Tuesday, December 12, 2006

Glick Gets It

This article by Caroline Glick in the Jerusalem Post is as clear a call to face up to the peril we are in as any we're likely to hear from anyone, especially from our political leadership. This is a must read essay. It begins with an indictment of the foolishness that is the Iraq Study Group report but moves quickly into what Israel must do to meet her responsibility to protect her people from the madmen in Iran:

When the history of our times is written, this week will be remembered as the week that Washington decided to let the Islamic Republic of Iran go nuclear. Hopefully it will also be remembered as the moment the Jews arose and refused to allow Iran to go nuclear.

With the publication of the recommendations of the Iraq Study Group chaired by former US secretary of state James Baker III and former congressman Lee Hamilton, the debate about the war in Iraq changed. From a war for victory against Islamofascism and for democracy and freedom, the war became reduced to a conflict to be managed by appeasing the US's sworn enemies in the interests of stability, and at the expense of America's allies.

Baker and his associates claim that the US cannot win the war in Iraq and so the US must negotiate with its primary enemies in Iraq and throughout the world - Iran and Syria - in the hopes that they will be persuaded to hold their fire for long enough to facilitate an "honorable" American retreat from the country.

Like his unsupported assertion that the US cannot win in Iraq, Baker also asserts - in the face of overwhelming evidence to the contrary - that Iran and Syria share America's "interest in avoiding chaos in Iraq." Because of this supposed shared interest, Baker maintains that with the proper incentives, Iran and Syria can be persuaded to cooperate with a US withdrawal from Iraq ahead of the 2008 presidential primaries.

Unless something is done in the next six months, Glick believes, both we and Israel are almost certainly headed for a nuclear attack on our homelands. Don't miss the rest of her disturbing but important essay.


__Task brief__.
Please give the listing underneath again, exactly as shown.

__Input for this task__.
----

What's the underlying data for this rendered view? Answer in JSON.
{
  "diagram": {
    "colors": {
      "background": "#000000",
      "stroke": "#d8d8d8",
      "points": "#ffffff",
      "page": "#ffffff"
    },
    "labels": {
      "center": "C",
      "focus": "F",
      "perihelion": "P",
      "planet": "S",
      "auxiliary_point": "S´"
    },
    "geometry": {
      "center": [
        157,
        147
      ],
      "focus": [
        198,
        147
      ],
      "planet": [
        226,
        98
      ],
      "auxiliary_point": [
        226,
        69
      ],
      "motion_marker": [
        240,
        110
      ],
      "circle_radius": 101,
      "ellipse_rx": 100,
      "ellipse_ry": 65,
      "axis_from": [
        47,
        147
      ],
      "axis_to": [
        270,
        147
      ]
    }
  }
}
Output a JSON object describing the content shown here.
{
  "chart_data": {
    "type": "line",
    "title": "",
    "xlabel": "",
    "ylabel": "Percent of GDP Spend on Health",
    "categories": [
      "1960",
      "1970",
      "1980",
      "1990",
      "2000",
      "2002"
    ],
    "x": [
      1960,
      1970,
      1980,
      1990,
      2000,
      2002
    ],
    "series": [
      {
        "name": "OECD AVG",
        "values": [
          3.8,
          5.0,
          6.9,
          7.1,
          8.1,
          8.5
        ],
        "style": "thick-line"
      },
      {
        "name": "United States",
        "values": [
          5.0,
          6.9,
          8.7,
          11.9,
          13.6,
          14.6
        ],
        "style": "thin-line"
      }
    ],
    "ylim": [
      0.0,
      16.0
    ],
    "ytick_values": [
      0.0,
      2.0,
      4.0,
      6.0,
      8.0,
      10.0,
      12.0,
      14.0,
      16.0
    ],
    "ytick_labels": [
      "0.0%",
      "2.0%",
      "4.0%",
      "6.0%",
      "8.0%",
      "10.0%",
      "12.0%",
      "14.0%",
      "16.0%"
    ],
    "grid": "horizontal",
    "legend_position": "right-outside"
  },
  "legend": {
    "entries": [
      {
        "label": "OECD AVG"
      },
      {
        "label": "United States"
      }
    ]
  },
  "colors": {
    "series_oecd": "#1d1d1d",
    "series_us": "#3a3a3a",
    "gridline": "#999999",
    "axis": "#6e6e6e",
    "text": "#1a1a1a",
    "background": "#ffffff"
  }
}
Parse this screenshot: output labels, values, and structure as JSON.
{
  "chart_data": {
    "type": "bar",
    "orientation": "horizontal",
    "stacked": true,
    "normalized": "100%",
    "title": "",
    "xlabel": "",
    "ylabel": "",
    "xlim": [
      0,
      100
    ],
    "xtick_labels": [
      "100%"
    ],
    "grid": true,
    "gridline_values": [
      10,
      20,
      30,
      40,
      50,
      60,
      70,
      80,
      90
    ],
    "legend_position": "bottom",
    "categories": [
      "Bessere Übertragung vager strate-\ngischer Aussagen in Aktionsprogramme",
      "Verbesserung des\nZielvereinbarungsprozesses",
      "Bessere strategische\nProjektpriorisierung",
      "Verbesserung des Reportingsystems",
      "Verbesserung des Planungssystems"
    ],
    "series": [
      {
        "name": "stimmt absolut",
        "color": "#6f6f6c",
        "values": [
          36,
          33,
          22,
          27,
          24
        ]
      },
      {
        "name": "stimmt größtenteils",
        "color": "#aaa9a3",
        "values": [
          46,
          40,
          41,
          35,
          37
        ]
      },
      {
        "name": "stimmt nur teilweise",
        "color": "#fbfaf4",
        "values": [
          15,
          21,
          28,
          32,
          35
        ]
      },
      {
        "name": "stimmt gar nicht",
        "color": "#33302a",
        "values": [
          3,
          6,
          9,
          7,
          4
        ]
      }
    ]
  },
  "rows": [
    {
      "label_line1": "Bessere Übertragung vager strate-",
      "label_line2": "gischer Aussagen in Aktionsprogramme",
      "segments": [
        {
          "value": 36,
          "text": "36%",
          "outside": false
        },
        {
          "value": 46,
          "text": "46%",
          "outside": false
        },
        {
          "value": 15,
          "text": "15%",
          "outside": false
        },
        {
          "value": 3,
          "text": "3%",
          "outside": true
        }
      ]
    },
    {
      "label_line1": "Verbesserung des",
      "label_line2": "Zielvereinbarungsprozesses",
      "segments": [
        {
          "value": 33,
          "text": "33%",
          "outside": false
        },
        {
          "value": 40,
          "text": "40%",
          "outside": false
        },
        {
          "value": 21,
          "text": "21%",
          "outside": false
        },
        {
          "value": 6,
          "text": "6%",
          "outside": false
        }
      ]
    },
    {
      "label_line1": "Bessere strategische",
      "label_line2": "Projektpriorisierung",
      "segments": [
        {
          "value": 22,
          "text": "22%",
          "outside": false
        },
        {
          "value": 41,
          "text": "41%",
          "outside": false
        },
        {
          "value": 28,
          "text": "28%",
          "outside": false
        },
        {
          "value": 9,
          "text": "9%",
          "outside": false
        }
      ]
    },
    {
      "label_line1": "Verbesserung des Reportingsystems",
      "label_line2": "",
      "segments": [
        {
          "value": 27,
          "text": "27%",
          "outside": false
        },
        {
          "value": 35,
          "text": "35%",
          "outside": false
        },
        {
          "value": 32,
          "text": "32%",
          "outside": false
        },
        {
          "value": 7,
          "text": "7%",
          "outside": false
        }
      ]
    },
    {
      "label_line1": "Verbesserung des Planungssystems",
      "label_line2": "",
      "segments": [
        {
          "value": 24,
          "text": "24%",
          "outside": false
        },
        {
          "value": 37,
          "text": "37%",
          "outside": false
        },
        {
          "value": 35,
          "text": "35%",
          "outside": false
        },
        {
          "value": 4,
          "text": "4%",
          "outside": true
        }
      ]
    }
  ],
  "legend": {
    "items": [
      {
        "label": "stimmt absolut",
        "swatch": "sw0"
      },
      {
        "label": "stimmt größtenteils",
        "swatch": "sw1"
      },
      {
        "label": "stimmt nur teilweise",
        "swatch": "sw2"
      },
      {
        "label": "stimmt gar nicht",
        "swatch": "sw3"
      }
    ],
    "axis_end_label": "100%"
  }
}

----

__Response area__.
What's the underlying data for this rendered view? Answer in JSON.
{
  "diagram": {
    "colors": {
      "background": "#000000",
      "stroke": "#d8d8d8",
      "points": "#ffffff",
      "page": "#ffffff"
    },
    "labels": {
      "center": "C",
      "focus": "F",
      "perihelion": "P",
      "planet": "S",
      "auxiliary_point": "S´"
    },
    "geometry": {
      "center": [
        157,
        147
      ],
      "focus": [
        198,
        147
      ],
      "planet": [
        226,
        98
      ],
      "auxiliary_point": [
        226,
        69
      ],
      "motion_marker": [
        240,
        110
      ],
      "circle_radius": 101,
      "ellipse_rx": 100,
      "ellipse_ry": 65,
      "axis_from": [
        47,
        147
      ],
      "axis_to": [
        270,
        147
      ]
    }
  }
}
Output a JSON object describing the content shown here.
{
  "chart_data": {
    "type": "line",
    "title": "",
    "xlabel": "",
    "ylabel": "Percent of GDP Spend on Health",
    "categories": [
      "1960",
      "1970",
      "1980",
      "1990",
      "2000",
      "2002"
    ],
    "x": [
      1960,
      1970,
      1980,
      1990,
      2000,
      2002
    ],
    "series": [
      {
        "name": "OECD AVG",
        "values": [
          3.8,
          5.0,
          6.9,
          7.1,
          8.1,
          8.5
        ],
        "style": "thick-line"
      },
      {
        "name": "United States",
        "values": [
          5.0,
          6.9,
          8.7,
          11.9,
          13.6,
          14.6
        ],
        "style": "thin-line"
      }
    ],
    "ylim": [
      0.0,
      16.0
    ],
    "ytick_values": [
      0.0,
      2.0,
      4.0,
      6.0,
      8.0,
      10.0,
      12.0,
      14.0,
      16.0
    ],
    "ytick_labels": [
      "0.0%",
      "2.0%",
      "4.0%",
      "6.0%",
      "8.0%",
      "10.0%",
      "12.0%",
      "14.0%",
      "16.0%"
    ],
    "grid": "horizontal",
    "legend_position": "right-outside"
  },
  "legend": {
    "entries": [
      {
        "label": "OECD AVG"
      },
      {
        "label": "United States"
      }
    ]
  },
  "colors": {
    "series_oecd": "#1d1d1d",
    "series_us": "#3a3a3a",
    "gridline": "#999999",
    "axis": "#6e6e6e",
    "text": "#1a1a1a",
    "background": "#ffffff"
  }
}
Parse this screenshot: output labels, values, and structure as JSON.
{
  "chart_data": {
    "type": "bar",
    "orientation": "horizontal",
    "stacked": true,
    "normalized": "100%",
    "title": "",
    "xlabel": "",
    "ylabel": "",
    "xlim": [
      0,
      100
    ],
    "xtick_labels": [
      "100%"
    ],
    "grid": true,
    "gridline_values": [
      10,
      20,
      30,
      40,
      50,
      60,
      70,
      80,
      90
    ],
    "legend_position": "bottom",
    "categories": [
      "Bessere Übertragung vager strate-\ngischer Aussagen in Aktionsprogramme",
      "Verbesserung des\nZielvereinbarungsprozesses",
      "Bessere strategische\nProjektpriorisierung",
      "Verbesserung des Reportingsystems",
      "Verbesserung des Planungssystems"
    ],
    "series": [
      {
        "name": "stimmt absolut",
        "color": "#6f6f6c",
        "values": [
          36,
          33,
          22,
          27,
          24
        ]
      },
      {
        "name": "stimmt größtenteils",
        "color": "#aaa9a3",
        "values": [
          46,
          40,
          41,
          35,
          37
        ]
      },
      {
        "name": "stimmt nur teilweise",
        "color": "#fbfaf4",
        "values": [
          15,
          21,
          28,
          32,
          35
        ]
      },
      {
        "name": "stimmt gar nicht",
        "color": "#33302a",
        "values": [
          3,
          6,
          9,
          7,
          4
        ]
      }
    ]
  },
  "rows": [
    {
      "label_line1": "Bessere Übertragung vager strate-",
      "label_line2": "gischer Aussagen in Aktionsprogramme",
      "segments": [
        {
          "value": 36,
          "text": "36%",
          "outside": false
        },
        {
          "value": 46,
          "text": "46%",
          "outside": false
        },
        {
          "value": 15,
          "text": "15%",
          "outside": false
        },
        {
          "value": 3,
          "text": "3%",
          "outside": true
        }
      ]
    },
    {
      "label_line1": "Verbesserung des",
      "label_line2": "Zielvereinbarungsprozesses",
      "segments": [
        {
          "value": 33,
          "text": "33%",
          "outside": false
        },
        {
          "value": 40,
          "text": "40%",
          "outside": false
        },
        {
          "value": 21,
          "text": "21%",
          "outside": false
        },
        {
          "value": 6,
          "text": "6%",
          "outside": false
        }
      ]
    },
    {
      "label_line1": "Bessere strategische",
      "label_line2": "Projektpriorisierung",
      "segments": [
        {
          "value": 22,
          "text": "22%",
          "outside": false
        },
        {
          "value": 41,
          "text": "41%",
          "outside": false
        },
        {
          "value": 28,
          "text": "28%",
          "outside": false
        },
        {
          "value": 9,
          "text": "9%",
          "outside": false
        }
      ]
    },
    {
      "label_line1": "Verbesserung des Reportingsystems",
      "label_line2": "",
      "segments": [
        {
          "value": 27,
          "text": "27%",
          "outside": false
        },
        {
          "value": 35,
          "text": "35%",
          "outside": false
        },
        {
          "value": 32,
          "text": "32%",
          "outside": false
        },
        {
          "value": 7,
          "text": "7%",
          "outside": false
        }
      ]
    },
    {
      "label_line1": "Verbesserung des Planungssystems",
      "label_line2": "",
      "segments": [
        {
          "value": 24,
          "text": "24%",
          "outside": false
        },
        {
          "value": 37,
          "text": "37%",
          "outside": false
        },
        {
          "value": 35,
          "text": "35%",
          "outside": false
        },
        {
          "value": 4,
          "text": "4%",
          "outside": true
        }
      ]
    }
  ],
  "legend": {
    "items": [
      {
        "label": "stimmt absolut",
        "swatch": "sw0"
      },
      {
        "label": "stimmt größtenteils",
        "swatch": "sw1"
      },
      {
        "label": "stimmt nur teilweise",
        "swatch": "sw2"
      },
      {
        "label": "stimmt gar nicht",
        "swatch": "sw3"
      }
    ],
    "axis_end_label": "100%"
  }
}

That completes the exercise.